Since the birth of the nation, impulses of empire have been close to the heart of the United States. How these urges interact with the way the country understands itself, and the nature of the divergent interests at work in the unfolding of American foreign policy, is a subject much debated and still obscure. In a fresh look at the topic, Anderson charts the intertwined historical development of America’s imperial reach and its role as the general guarantor of capital.
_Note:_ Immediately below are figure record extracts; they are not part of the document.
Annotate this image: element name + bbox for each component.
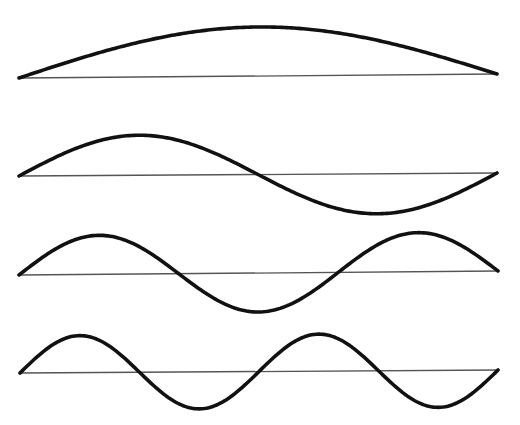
harmonic-1 (19, 27, 497, 78)
harmonic-2 (19, 135, 497, 214)
string-baseline (19, 74, 497, 78)
harmonic-4 (20, 334, 498, 409)
wave-curve (19, 27, 497, 78)
wave-curve (20, 334, 498, 409)
string-baseline (19, 271, 498, 275)
wave-curve (19, 233, 498, 312)
standing-waves-diagram (0, 0, 520, 425)
harmonic-3 (19, 233, 498, 312)
wave-curve (19, 135, 497, 214)
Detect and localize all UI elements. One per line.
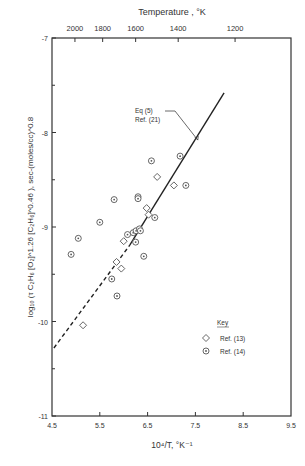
plot-border [52,38,291,416]
chart: Temperature , °K 200018001600140012004.5… [0,0,305,466]
diamond-marker [120,238,127,245]
diamond-marker [80,322,87,329]
diamond-marker [203,335,210,342]
axis-labels: 10⁴/T, °K⁻¹log₁₀ (τ C₂H₆ [O₂]^1.26 [C₂H₆… [26,116,193,450]
y-tick-label: -7 [42,35,48,42]
annotation: Eq (5)Ref. (21) [135,107,198,140]
y-tick-label: -11 [38,413,48,420]
top-axis-title: Temperature , °K [138,7,206,17]
plot-frame [52,38,291,416]
top-tick-label: 1400 [170,24,187,33]
x-tick-label: 7.5 [191,422,201,429]
x-tick-label: 8.5 [238,422,248,429]
axis-ticks: 200018001600140012004.55.56.57.58.59.5-7… [38,24,296,429]
x-tick-label: 5.5 [95,422,105,429]
diamond-marker [154,173,161,180]
y-tick-label: -9 [42,224,48,231]
annotation-line-2: Ref. (21) [135,116,160,124]
y-tick-label: -8 [42,130,48,137]
legend-label: Ref. (14) [220,348,245,356]
top-tick-label: 2000 [67,24,84,33]
x-tick-label: 4.5 [47,422,57,429]
diamond-marker [170,182,177,189]
diamond-marker [118,265,125,272]
annotation-line-1: Eq (5) [135,107,153,115]
diamond-marker [113,258,120,265]
top-tick-label: 1200 [227,24,244,33]
top-tick-label: 1800 [94,24,111,33]
legend-label: Ref. (13) [220,335,245,343]
x-tick-label: 9.5 [286,422,296,429]
y-tick-label: -10 [38,319,48,326]
y-axis-label: log₁₀ (τ C₂H₆ [O₂]^1.26 [C₂H₆]^0.46 ), s… [26,116,35,317]
top-tick-label: 1600 [127,24,144,33]
diamond-marker [143,205,150,212]
x-tick-label: 6.5 [143,422,153,429]
fit-line [54,93,224,348]
diamond-marker [145,211,152,218]
legend: KeyRef. (13)Ref. (14) [203,319,246,356]
annotation-arrow [165,111,198,140]
legend-title: Key [217,319,229,327]
top-axis-title-text: Temperature , °K [138,7,206,17]
x-axis-label: 10⁴/T, °K⁻¹ [151,440,193,450]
The internal tensions that have arisen are traced from the closing stages of the Second World War through the Cold War to the War on Terror. Despite the defeat and elimination of the USSR, the planetary structures for warfare and surveillance have not been retracted but extended. Anderson ends with a survey of the repertoire of US grand strategy, as its leading thinkers—Brzezinski, Mead, Kagan, Fukuyama, Mandelbaum, Ikenberry, Art and others—grapple with the tasks and predicaments of the American imperium today.

Reviews

  • Like everything Anderson writes, American Foreign Policy and Its Thinkers deserves careful reading. He’s one of the world’s great historians, unrivalled in his ability to master and synthesize vast historical literatures (often drawing on many languages).

    Jeet HeerThe New Republic
  • The most interesting implication of Anderson’s argument is that the long catalog of US foreign policy disasters—the overthrow of Mohammad Mossadegh in Iran in 1953, the Bay of Pigs fiasco in 1961, the twin quagmires of Vietnam and Iraq—were more than just errors of presidential judgement. They were the price America recurrently pays for the hubristic embrace of a messianic foreign policy, one that never disciplined its priorities according to rationally defined national interests.

    New York Review of Books
  • His writing is sharp and erudite and even those who do not share his politics will learn from his book.